Everything is covered here: sex, beauty products and their prices, sexual perception and equality in the eyes of peers, to name but a few points made. There are some brutal truths that are played, and each one cuts deep as the lines are delivered with a mixture of sarcasm, honesty and anger, and it is down to its excellent six-member cast that the whole production is captivating.

However, the production is so enthralling and each performer so compelling that it’s short 60-minute running time cuts the production down to the quick somewhat. Timing issues aside, Sirens is terrific theatre that asks more questions than it answers. Looking at things like Mad Men, we know we’ve come far in equality. Sirens, however, blatantly reminds us how much more work there is to be done.

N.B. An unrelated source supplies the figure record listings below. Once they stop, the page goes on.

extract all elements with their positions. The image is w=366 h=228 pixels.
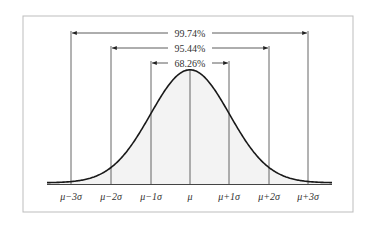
- interval-1sd-label: 68.26%: [175, 58, 206, 69]
- tick-minus-3sd: μ−3σ: [59, 191, 83, 202]
- tick-plus-3sd: μ+3σ: [296, 191, 320, 202]
- normal-distribution-diagram: 99.74% 95.44% 68.26% μ−3σ μ−2σ μ−1σ μ μ+…: [0, 0, 366, 228]
- tick-plus-2sd: μ+2σ: [257, 191, 281, 202]
- interval-3sd-label: 99.74%: [175, 28, 206, 39]
- tick-mean: μ: [186, 191, 192, 202]
- interval-2sd-label: 95.44%: [175, 43, 206, 54]
- tick-plus-1sd: μ+1σ: [217, 191, 241, 202]
- tick-minus-2sd: μ−2σ: [99, 191, 123, 202]
- tick-minus-1sd: μ−1σ: [139, 191, 163, 202]
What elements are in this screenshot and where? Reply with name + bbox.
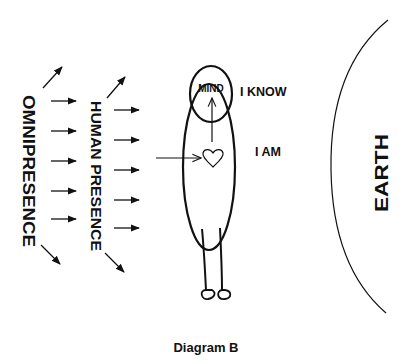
right-leg: [220, 228, 222, 290]
omnipresence-text: OMNIPRESENCE: [19, 95, 38, 247]
arrow-diagonal-up: [107, 77, 125, 98]
heart-icon: [203, 150, 223, 167]
omnipresence-label: OMNIPRESENCE: [19, 95, 38, 247]
right-foot: [218, 290, 230, 299]
diagram-caption: Diagram B: [173, 340, 238, 355]
i-know-label: I KNOW: [240, 85, 287, 99]
human-presence-text: HUMAN PRESENCE: [88, 101, 105, 251]
human-presence-label: HUMAN PRESENCE: [88, 101, 105, 251]
arrow-diagonal-down: [41, 245, 60, 264]
human-presence-arrows: [105, 77, 139, 272]
i-am-label: I AM: [255, 145, 281, 159]
omnipresence-arrows: [41, 67, 76, 264]
arrow-diagonal-up: [43, 67, 62, 88]
left-foot: [202, 290, 215, 299]
human-figure: [183, 66, 235, 299]
mind-label: MIND: [198, 83, 224, 94]
arrow-diagonal-down: [105, 253, 124, 272]
body: [183, 84, 235, 250]
diagram-canvas: OMNIPRESENCE HUMAN PRESENCE MIND: [0, 0, 411, 364]
earth-label: EARTH: [371, 134, 392, 212]
left-leg: [202, 229, 206, 290]
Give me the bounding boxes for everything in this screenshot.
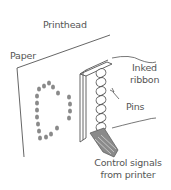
- label-paper: Paper: [10, 50, 36, 61]
- label-inked-ribbon-line1: Inked: [132, 62, 157, 73]
- label-pins: Pins: [126, 101, 144, 112]
- dot-matrix-character: [35, 80, 72, 140]
- pins: [95, 67, 107, 132]
- label-printhead: Printhead: [43, 19, 87, 30]
- label-control-signals-line2: from printer: [92, 169, 164, 180]
- label-inked-ribbon-line2: ribbon: [130, 74, 159, 85]
- control-cable: [90, 128, 118, 157]
- label-control-signals-line1: Control signals: [92, 157, 164, 168]
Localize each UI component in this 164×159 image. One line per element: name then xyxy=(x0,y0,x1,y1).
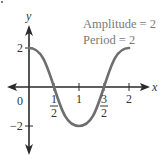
tick-three-half-denominator: 2 xyxy=(101,106,107,120)
x-axis-label: x xyxy=(151,80,158,94)
y-axis xyxy=(25,25,33,155)
origin-label: 0 xyxy=(17,94,23,108)
x-tick-label-half: 1 2 xyxy=(50,92,58,120)
x-tick-label-three-halves: 3 2 xyxy=(100,92,108,120)
tick-half-numerator: 1 xyxy=(51,92,57,106)
cosine-graph: y x 2 −2 0 1 2 1 3 2 2 Amplitude = 2 Per… xyxy=(0,0,164,159)
y-tick-label-neg2: −2 xyxy=(10,119,23,133)
x-tick-label-1: 1 xyxy=(76,92,82,106)
tick-three-half-numerator: 3 xyxy=(101,92,107,106)
x-tick-label-2: 2 xyxy=(126,92,132,106)
y-tick-label-2: 2 xyxy=(17,41,23,55)
amplitude-annotation: Amplitude = 2 xyxy=(83,17,156,31)
tick-half-denominator: 2 xyxy=(51,106,57,120)
period-annotation: Period = 2 xyxy=(83,33,135,47)
y-axis-label: y xyxy=(25,9,32,23)
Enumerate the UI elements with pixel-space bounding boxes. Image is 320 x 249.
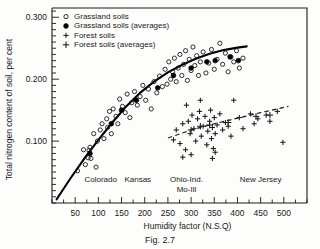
data-point [212, 115, 217, 120]
data-point [155, 91, 159, 95]
x-axis-tick-label: 400 [230, 208, 244, 218]
legend-label: Grassland soils (averages) [74, 21, 169, 30]
legend-label: Forest soils (averages) [74, 40, 156, 49]
data-point [109, 132, 113, 136]
data-point [174, 127, 179, 132]
data-point [180, 155, 185, 160]
data-point [240, 126, 245, 131]
region-annotation: Kansas [124, 175, 151, 184]
data-point [172, 56, 176, 60]
data-point [128, 115, 132, 119]
x-axis-tick-label: 50 [70, 208, 80, 218]
data-point [88, 151, 93, 156]
data-point [118, 97, 122, 101]
legend-marker [63, 42, 69, 48]
data-point [241, 56, 245, 60]
x-axis-tick-label: 100 [91, 208, 105, 218]
data-point [212, 67, 216, 71]
data-point [220, 127, 225, 132]
data-point [188, 131, 193, 136]
data-point [180, 121, 185, 126]
data-point [188, 127, 194, 133]
data-point [204, 71, 208, 75]
data-point [98, 128, 102, 132]
data-point [232, 60, 236, 64]
data-point [267, 119, 272, 124]
data-point [209, 47, 213, 51]
data-point [183, 147, 188, 152]
data-point [135, 103, 139, 107]
data-point [134, 98, 139, 103]
data-point [111, 107, 115, 111]
data-point [201, 50, 205, 54]
legend-label: Forest soils [74, 31, 115, 40]
chart-canvas: 0.1000.2000.300Total nitrogen content of… [0, 0, 320, 249]
data-point [193, 138, 198, 143]
data-point [141, 83, 145, 87]
data-point [174, 80, 178, 84]
data-point [83, 163, 87, 167]
x-axis-title: Humidity factor (N.S.Q) [144, 221, 232, 231]
data-point [195, 116, 200, 121]
data-point [185, 78, 189, 82]
data-point [197, 109, 202, 114]
y-axis-tick-label: 0.100 [26, 136, 48, 146]
data-point [228, 55, 233, 60]
data-point [204, 59, 209, 64]
y-axis-tick-label: 0.200 [26, 74, 48, 84]
data-point [228, 134, 233, 139]
data-point [105, 117, 109, 121]
data-point [171, 137, 176, 142]
x-axis-tick-label: 150 [114, 208, 128, 218]
region-annotation: Colorado [84, 175, 117, 184]
data-point [252, 121, 257, 126]
data-point [248, 111, 253, 116]
data-point [94, 165, 98, 169]
data-point [92, 132, 96, 136]
data-point [198, 60, 202, 64]
legend-marker [64, 15, 68, 19]
data-point [236, 58, 241, 63]
y-axis-title: Total nitrogen content of soil, per cent [4, 38, 14, 180]
figure-container: 0.1000.2000.300Total nitrogen content of… [0, 0, 320, 249]
data-point [218, 41, 222, 45]
x-axis-tick-label: 350 [207, 208, 221, 218]
data-point [102, 137, 106, 141]
data-point [237, 66, 241, 70]
data-point [199, 134, 204, 139]
x-axis-tick-label: 300 [184, 208, 198, 218]
data-point [160, 85, 164, 89]
data-point [138, 94, 142, 98]
data-point [210, 156, 215, 161]
data-point [125, 92, 129, 96]
data-point [171, 73, 176, 78]
data-point [196, 73, 200, 77]
x-axis-tick-label: 500 [277, 208, 291, 218]
data-point [209, 136, 214, 141]
data-point [186, 119, 191, 124]
data-point [167, 60, 171, 64]
data-point [119, 108, 124, 113]
data-point [210, 125, 215, 130]
data-point [198, 98, 203, 103]
data-point [267, 112, 273, 118]
data-point [163, 67, 167, 71]
data-point [231, 98, 236, 103]
data-point [213, 131, 218, 136]
data-point [226, 70, 230, 74]
data-point [180, 73, 184, 77]
data-point [177, 141, 182, 146]
data-point [155, 85, 160, 90]
region-annotation: Mo-Ill [177, 185, 197, 194]
data-point [188, 152, 193, 157]
data-point [81, 148, 85, 152]
region-annotation: New Jersey [240, 175, 282, 184]
x-axis-tick-label: 200 [138, 208, 152, 218]
data-point [221, 62, 225, 66]
data-point [191, 45, 195, 49]
data-point [184, 103, 189, 108]
data-point [144, 98, 148, 102]
data-point [165, 82, 169, 86]
data-point [204, 142, 209, 147]
data-point [109, 121, 114, 126]
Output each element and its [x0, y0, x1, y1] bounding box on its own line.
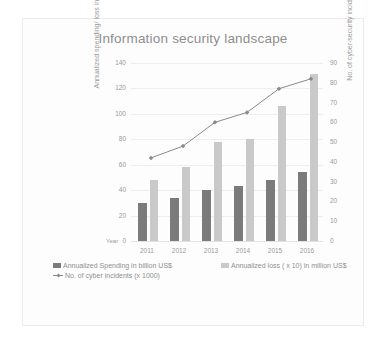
- legend-label-spending: Annualized Spending in billion US$: [63, 262, 172, 269]
- line-series: [131, 63, 323, 241]
- y-axis-right-tick-label: 30: [330, 179, 337, 186]
- legend-row-bars: Annualized Spending in billion US$ Annua…: [53, 262, 353, 269]
- x-axis-tick-label: 2011: [132, 247, 162, 254]
- x-axis-title: Year: [106, 238, 118, 244]
- chart-legend: Annualized Spending in billion US$ Annua…: [53, 262, 353, 282]
- x-axis-tick-label: 2012: [164, 247, 194, 254]
- y-axis-right-tick-label: 0: [330, 238, 334, 245]
- legend-label-loss: Annualized loss ( x 10) in million US$: [231, 262, 347, 269]
- gridline: [131, 241, 323, 242]
- y-axis-left-title: Annualized spending/ loss in US dollars: [92, 0, 101, 91]
- y-axis-left-tick-label: 0: [122, 238, 126, 245]
- x-axis-tick-label: 2013: [196, 247, 226, 254]
- y-axis-left-tick-label: 20: [119, 213, 126, 220]
- y-axis-left-tick-label: 100: [115, 111, 126, 118]
- y-axis-right-tick-label: 20: [330, 198, 337, 205]
- legend-row-line: No. of cyber incidents (x 1000): [53, 272, 353, 279]
- legend-item-incidents[interactable]: No. of cyber incidents (x 1000): [53, 272, 160, 279]
- plot-area: 140120100806040200 9080706050403020100 2…: [131, 63, 323, 241]
- y-axis-right-tick-label: 60: [330, 119, 337, 126]
- y-axis-right-tick-label: 90: [330, 60, 337, 67]
- y-axis-left-tick-label: 120: [115, 85, 126, 92]
- x-axis-tick-label: 2015: [260, 247, 290, 254]
- legend-swatch-spending-icon: [53, 263, 61, 268]
- legend-swatch-loss-icon: [221, 263, 229, 268]
- legend-item-loss[interactable]: Annualized loss ( x 10) in million US$: [221, 262, 347, 269]
- y-axis-right-title: No. of cyber-security incidents (x1000): [345, 0, 354, 87]
- y-axis-right-tick-label: 80: [330, 80, 337, 87]
- y-axis-right-tick-label: 70: [330, 100, 337, 107]
- y-axis-left-tick-label: 40: [119, 187, 126, 194]
- y-axis-left-tick-label: 140: [115, 60, 126, 67]
- legend-item-spending[interactable]: Annualized Spending in billion US$: [53, 262, 221, 269]
- y-axis-right-tick-label: 50: [330, 139, 337, 146]
- legend-label-incidents: No. of cyber incidents (x 1000): [65, 272, 160, 279]
- chart-figure: Information security landscape Annualize…: [22, 18, 364, 326]
- y-axis-right-tick-label: 40: [330, 159, 337, 166]
- incident-line-path: [151, 79, 311, 158]
- legend-swatch-line-icon: [53, 273, 63, 278]
- chart-title: Information security landscape: [23, 31, 363, 46]
- incident-line-marker[interactable]: [149, 156, 154, 161]
- y-axis-left-tick-label: 80: [119, 136, 126, 143]
- x-axis-tick-label: 2016: [292, 247, 322, 254]
- y-axis-left-tick-label: 60: [119, 162, 126, 169]
- x-axis-tick-label: 2014: [228, 247, 258, 254]
- incident-line-marker[interactable]: [309, 77, 314, 82]
- y-axis-right-tick-label: 10: [330, 218, 337, 225]
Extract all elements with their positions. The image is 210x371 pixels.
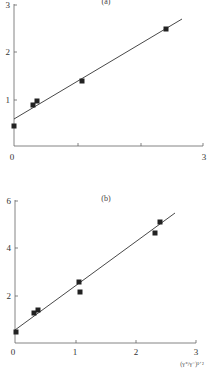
figure: (a) 3 2 1 0 3 (b) 6 4 2 bbox=[0, 0, 210, 371]
chart-a-xtick-3: 3 bbox=[202, 152, 207, 162]
chart-a-xtick-0: 0 bbox=[10, 152, 15, 162]
chart-b-xtick-2: 2 bbox=[134, 347, 139, 357]
chart-a-ytick-3: 3 bbox=[6, 0, 11, 10]
chart-b-xlabel: (γ⁺/γ⁻)¹ᐟ² bbox=[180, 361, 204, 368]
chart-b-ytick-4: 4 bbox=[7, 243, 12, 253]
chart-b-ytick-6: 6 bbox=[7, 196, 12, 206]
chart-a: (a) 3 2 1 0 3 bbox=[6, 0, 207, 162]
chart-a-fit-line bbox=[14, 19, 182, 119]
chart-b-xtick-0: 0 bbox=[11, 347, 16, 357]
chart-b-xtick-3: 3 bbox=[194, 347, 199, 357]
chart-b-title: (b) bbox=[101, 194, 111, 203]
chart-a-title: (a) bbox=[102, 0, 111, 6]
chart-a-ytick-2: 2 bbox=[6, 47, 11, 57]
chart-b-xtick-1: 1 bbox=[73, 347, 78, 357]
chart-b: (b) 6 4 2 0 1 2 3 (γ⁺/γ⁻)¹ᐟ² bbox=[7, 194, 204, 368]
chart-b-ytick-2: 2 bbox=[7, 291, 12, 301]
chart-a-markers bbox=[12, 27, 169, 129]
chart-a-ytick-1: 1 bbox=[6, 95, 11, 105]
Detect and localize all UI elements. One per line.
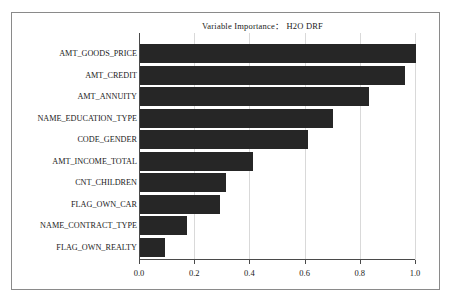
bar (140, 130, 308, 149)
x-tick-label: 0.0 (134, 268, 145, 278)
chart-figure: Variable Importance： H2O DRF AMT_GOODS_P… (11, 12, 440, 290)
plot-inner: AMT_GOODS_PRICEAMT_CREDITAMT_ANNUITYNAME… (139, 33, 415, 260)
y-axis-category-label: FLAG_OWN_REALTY (56, 238, 137, 257)
y-axis-category-label: CODE_GENDER (77, 130, 137, 149)
x-axis-line (139, 259, 415, 260)
bar (140, 66, 405, 85)
gridline (415, 33, 416, 260)
bar (140, 44, 416, 63)
x-tick-label: 0.8 (354, 268, 365, 278)
y-axis-category-label: NAME_EDUCATION_TYPE (37, 109, 137, 128)
x-tick-label: 1.0 (410, 268, 421, 278)
bar (140, 216, 187, 235)
x-tick-mark (139, 260, 140, 264)
bar (140, 238, 165, 257)
bar (140, 195, 220, 214)
x-tick-mark (194, 260, 195, 264)
y-axis-category-label: AMT_CREDIT (85, 66, 137, 85)
y-axis-category-label: NAME_CONTRACT_TYPE (40, 216, 137, 235)
bar (140, 152, 253, 171)
bar (140, 109, 333, 128)
x-tick-mark (305, 260, 306, 264)
y-axis-category-label: CNT_CHILDREN (75, 173, 137, 192)
y-axis-category-label: AMT_GOODS_PRICE (59, 44, 137, 63)
chart-title: Variable Importance： H2O DRF (12, 19, 439, 31)
bar (140, 173, 226, 192)
x-tick-mark (360, 260, 361, 264)
bar (140, 87, 369, 106)
y-axis-category-label: FLAG_OWN_CAR (71, 195, 137, 214)
y-axis-category-label: AMT_INCOME_TOTAL (52, 152, 137, 171)
x-tick-mark (415, 260, 416, 264)
x-tick-mark (249, 260, 250, 264)
y-axis-category-label: AMT_ANNUITY (77, 87, 137, 106)
plot-area: AMT_GOODS_PRICEAMT_CREDITAMT_ANNUITYNAME… (139, 33, 415, 260)
x-tick-label: 0.2 (189, 268, 200, 278)
x-tick-label: 0.4 (244, 268, 255, 278)
x-tick-label: 0.6 (299, 268, 310, 278)
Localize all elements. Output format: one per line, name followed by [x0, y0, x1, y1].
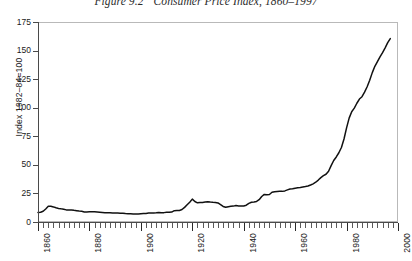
y-tick-175 [33, 22, 39, 23]
x-major-tick-1900 [141, 223, 142, 231]
y-axis-title: Index 1982–84=100 [14, 37, 24, 157]
x-minor-tick-1926 [208, 223, 209, 228]
x-minor-tick-1874 [74, 223, 75, 228]
x-minor-tick-1968 [316, 223, 317, 228]
x-major-tick-1960 [295, 223, 296, 231]
x-minor-tick-1972 [326, 223, 327, 228]
y-tick-label-0: 0 [0, 218, 31, 227]
y-tick-50 [33, 165, 39, 166]
y-tick-150 [33, 51, 39, 52]
x-minor-tick-1888 [110, 223, 111, 228]
x-minor-tick-1868 [59, 223, 60, 228]
x-minor-tick-1902 [146, 223, 147, 228]
x-minor-tick-1910 [167, 223, 168, 228]
x-minor-tick-1932 [223, 223, 224, 228]
x-minor-tick-1908 [161, 223, 162, 228]
x-minor-tick-1998 [393, 223, 394, 228]
x-minor-tick-1996 [388, 223, 389, 228]
cpi-series-line [38, 39, 390, 214]
x-minor-tick-1988 [367, 223, 368, 228]
x-minor-tick-1904 [151, 223, 152, 228]
x-tick-label-1920: 1920 [196, 233, 206, 253]
x-minor-tick-1944 [254, 223, 255, 228]
y-tick-label-175: 175 [0, 18, 31, 27]
x-minor-tick-1882 [95, 223, 96, 228]
y-tick-25 [33, 193, 39, 194]
x-minor-tick-1976 [336, 223, 337, 228]
figure-container: Figure 9.2Consumer Price Index, 1860–199… [0, 0, 412, 261]
x-tick-label-1940: 1940 [248, 233, 258, 253]
x-major-tick-1880 [89, 223, 90, 231]
x-tick-label-1980: 1980 [351, 233, 361, 253]
x-minor-tick-1936 [233, 223, 234, 228]
x-minor-tick-1992 [377, 223, 378, 228]
x-minor-tick-1894 [125, 223, 126, 228]
x-minor-tick-1912 [172, 223, 173, 228]
x-minor-tick-1916 [182, 223, 183, 228]
x-minor-tick-1950 [269, 223, 270, 228]
x-minor-tick-1866 [53, 223, 54, 228]
x-minor-tick-1984 [357, 223, 358, 228]
x-minor-tick-1896 [131, 223, 132, 228]
x-major-tick-2000 [398, 223, 399, 231]
x-minor-tick-1878 [84, 223, 85, 228]
x-major-tick-1860 [38, 223, 39, 231]
plot-canvas [38, 22, 398, 222]
x-minor-tick-1974 [331, 223, 332, 228]
x-minor-tick-1938 [239, 223, 240, 228]
x-minor-tick-1942 [249, 223, 250, 228]
x-minor-tick-1918 [187, 223, 188, 228]
x-minor-tick-1922 [197, 223, 198, 228]
x-minor-tick-1994 [383, 223, 384, 228]
x-minor-tick-1928 [213, 223, 214, 228]
x-minor-tick-1884 [100, 223, 101, 228]
x-minor-tick-1914 [177, 223, 178, 228]
x-minor-tick-1890 [115, 223, 116, 228]
x-minor-tick-1978 [341, 223, 342, 228]
x-minor-tick-1948 [264, 223, 265, 228]
x-major-tick-1920 [192, 223, 193, 231]
x-minor-tick-1924 [203, 223, 204, 228]
x-minor-tick-1876 [79, 223, 80, 228]
x-minor-tick-1956 [285, 223, 286, 228]
x-minor-tick-1966 [311, 223, 312, 228]
x-minor-tick-1970 [321, 223, 322, 228]
x-minor-tick-1906 [156, 223, 157, 228]
x-minor-tick-1886 [105, 223, 106, 228]
x-tick-label-1900: 1900 [145, 233, 155, 253]
x-major-tick-1940 [244, 223, 245, 231]
figure-number: Figure 9.2 [94, 0, 143, 7]
y-tick-label-25: 25 [0, 189, 31, 198]
x-minor-tick-1934 [228, 223, 229, 228]
x-minor-tick-1990 [372, 223, 373, 228]
x-tick-label-2000: 2000 [402, 233, 412, 253]
x-minor-tick-1946 [259, 223, 260, 228]
x-minor-tick-1892 [120, 223, 121, 228]
x-minor-tick-1872 [69, 223, 70, 228]
x-tick-label-1960: 1960 [299, 233, 309, 253]
figure-caption: Consumer Price Index, 1860–1997 [154, 0, 318, 7]
x-minor-tick-1986 [362, 223, 363, 228]
x-minor-tick-1930 [218, 223, 219, 228]
x-minor-tick-1864 [48, 223, 49, 228]
x-minor-tick-1862 [43, 223, 44, 228]
chart-title: Figure 9.2Consumer Price Index, 1860–199… [0, 0, 412, 7]
y-tick-125 [33, 79, 39, 80]
x-major-tick-1980 [347, 223, 348, 231]
x-minor-tick-1898 [136, 223, 137, 228]
y-tick-label-50: 50 [0, 160, 31, 169]
x-minor-tick-1958 [290, 223, 291, 228]
x-minor-tick-1870 [64, 223, 65, 228]
x-minor-tick-1964 [305, 223, 306, 228]
x-minor-tick-1962 [300, 223, 301, 228]
x-tick-label-1880: 1880 [93, 233, 103, 253]
x-tick-label-1860: 1860 [42, 233, 52, 253]
x-minor-tick-1952 [275, 223, 276, 228]
x-minor-tick-1954 [280, 223, 281, 228]
y-tick-100 [33, 108, 39, 109]
y-tick-75 [33, 136, 39, 137]
x-minor-tick-1982 [352, 223, 353, 228]
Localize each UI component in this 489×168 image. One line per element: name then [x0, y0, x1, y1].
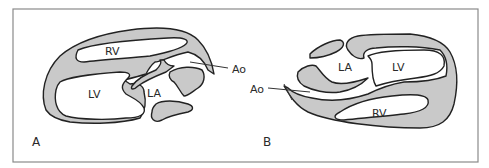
panel-b-label-lv: LV — [392, 61, 405, 74]
panel-b-la-upper-wall — [310, 40, 343, 58]
panel-a-label-rv: RV — [105, 45, 120, 58]
panel-b-letter: B — [263, 135, 271, 149]
panel-a-letter: A — [32, 135, 41, 149]
panel-b-label-la: LA — [338, 61, 352, 74]
panel-b-label-ao: Ao — [250, 83, 264, 96]
panel-a-lower-wall — [151, 101, 192, 121]
panel-a-label-la: LA — [147, 87, 161, 100]
panel-a-label-ao: Ao — [232, 63, 246, 76]
panel-b-label-rv: RV — [372, 107, 387, 120]
panel-a: RV LV LA Ao A — [32, 28, 246, 149]
panel-b-la-lower-wall — [297, 65, 368, 92]
panel-b: LA LV RV Ao B — [250, 34, 457, 149]
panel-a-label-lv: LV — [88, 88, 101, 101]
diagram-canvas: RV LV LA Ao A LA LV RV Ao B — [0, 0, 489, 168]
panel-a-la-wall — [169, 67, 204, 96]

Maybe not quite as successful but equally interesting is Wuthering Heights (****), a remount of a production that was offered as part of The Arches Platform 18 programme a few years back. Mixing the lives of the four male players and that of the fictional Heathcliff, the play looks at concepts of masculinity.

And it works rather well. It doesn’t have a lot of individual standout moments, but Peter McMaster’s production takes a cheeky look at what it means to be a man. Perhaps the cross-dressing, nudity and focus on Heathcliff’s horse as a narrator is a bit forced at times, but by working in concert with everything that unfolds onstage, the threads all come together, resulting in a very funny, and at times moving, piece of theatre.

Performing at Summerhall until August 24.